While Anna Hazare is no longer the flavour of the moment, it cannot be denied that his bringing to the fore the rampant corruption in the UPA government has certainly hurt the Congress in UP.
Message from UP
But the message from an “underdeveloped” or pichda pradesh like UP is loud and clear for the entire country. Political parties that promise the moon, but deliver precious little, will have to make way for others who can do a better job.
And the growing numbers of young in today's India want a better future; they are no longer willing to be fooled by talk of religious identity, bogies of communal, casteist or social repression. And they don't want absentee landlords to govern them from faraway Dilli. They want their netas to be in closer physical proximity and answerable to them.
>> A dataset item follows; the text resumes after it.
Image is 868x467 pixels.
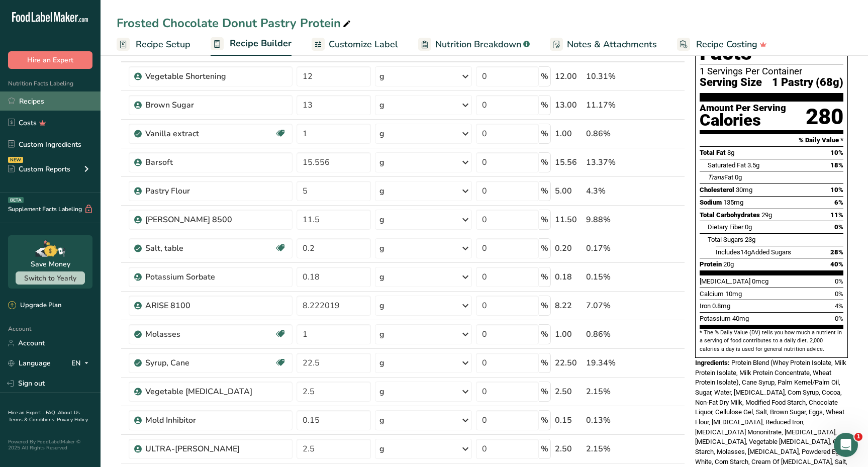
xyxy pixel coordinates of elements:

The coming years are going to see the rise of regional parties, which will ensure a stronger federal character at the Centre.
If in the next Lok Sabha elections, mid-term or in 2014, people vote decisively for regional parties as they have done in West Bengal, Bihar, UP, Punjab — Tamil Nadu, of course, has a longer history of the Dravidian parties thrashing the Congress — we might see both the Congress and the BJP sitting in the Opposition, or one of them reluctantly providing outside support to such a Front of strong regional parties.